I experience a sharp, sinking sensation when Roy Scheider's wife in "Jaws" asks a neighboring sunbather, "When will I be an islander? How long do I have to live here to become an islander?" She is dealt the brutal truth: Never. You're not born on Amity Island, you're never going to be an islander.
No! It can't be true. It can't be that stark of a reality. I've lived in the country for almost 11 years now. While I didn't come from New York like the characters in "Jaws," I did come from the hectic, hip, happenin' city lights of Uptown in Minneapolis to a town of ... well, I'm not sure we have a town.

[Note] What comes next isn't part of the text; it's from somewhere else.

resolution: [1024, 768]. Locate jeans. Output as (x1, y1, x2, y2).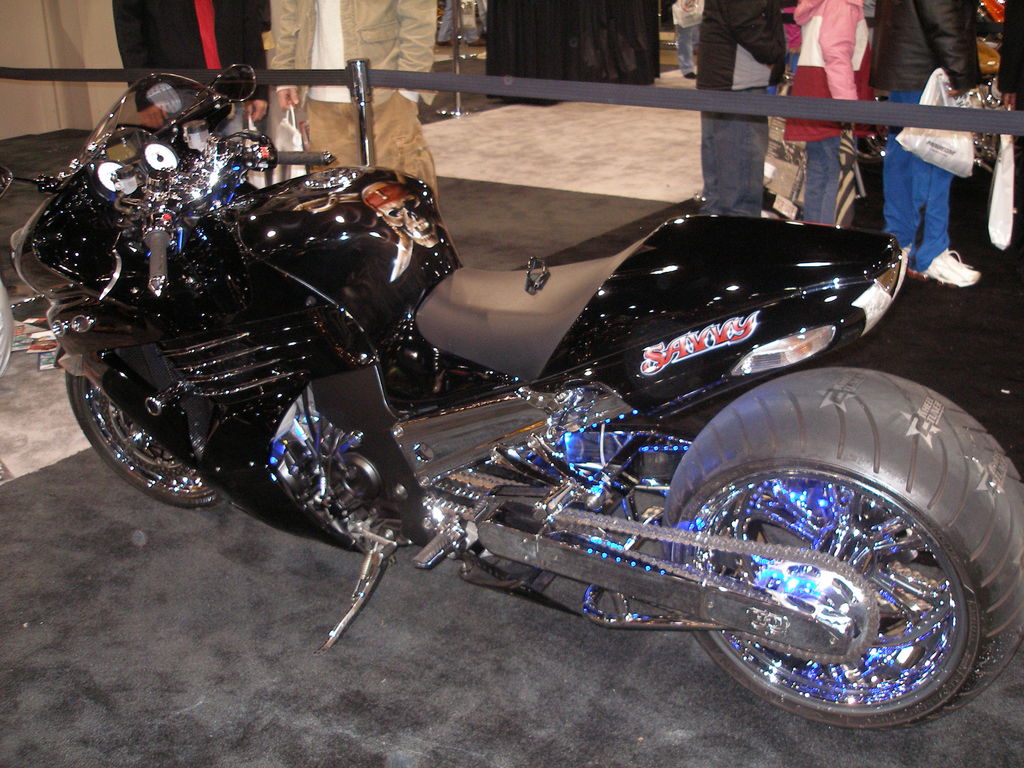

Anyway, I'm on this little farm with lots of animals and a garden and a dirt road and a long winding driveway and a rusty, misshapen mailbox and three old cars on blocks and a tower of hay and a UPS guy I know and ... I'll still never be an islander.

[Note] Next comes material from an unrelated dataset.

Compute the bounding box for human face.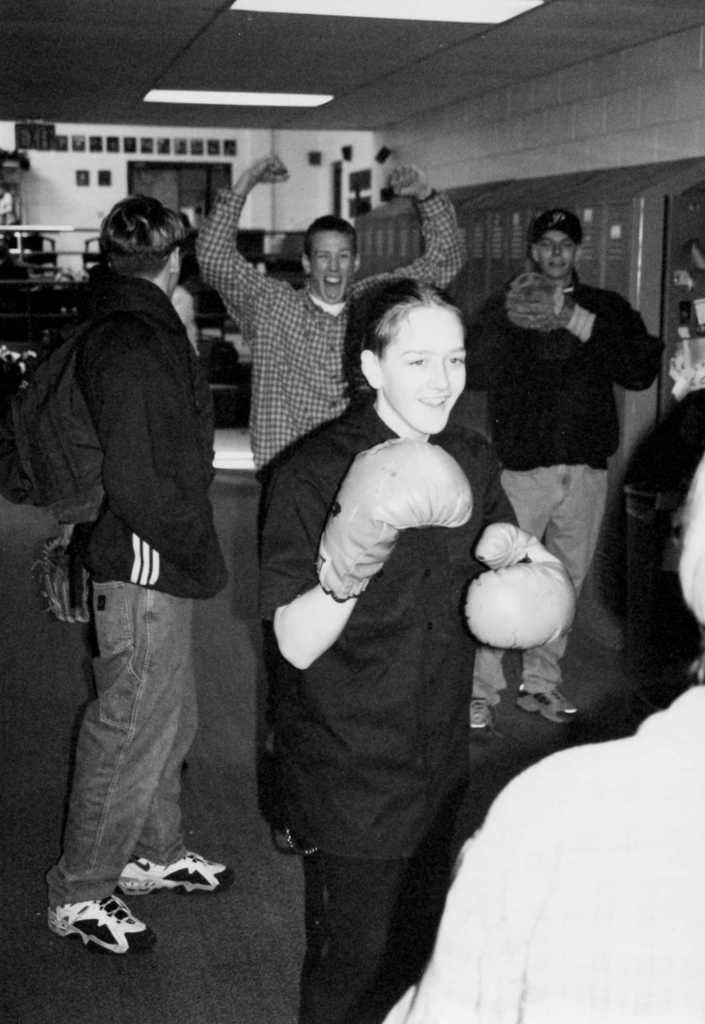
locate(385, 301, 469, 438).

Maybe it's not just a lifetime of farming, it's the generations of farming that give my rural neighbors (do you call them neighbors?) that mumbling, thrifty speech and slow, confident shuffle. It's like deciding at 30 to become a ballerina -- you can't get kicked onto the farmer island for all the soybeans in -- wait, I'm not even sure they are soybeans. That's my whole problem.
You want to hear the dead giveaways of an eternal newcomer? This list only scratches the surface:
I keep mixing up "hay" and "straw." A mistake like this could result in $1,000 of excess bedding and only a couple of weeks' worth of food for the winter.
Same with "foot" and "hoof." I still don't know what to call it with chickens. Feet? Talons?
I wear muddy boots to Minneapolis, hoping someone will notice that I'm a country girl. A real country girl would wear her proper church shoes to the city.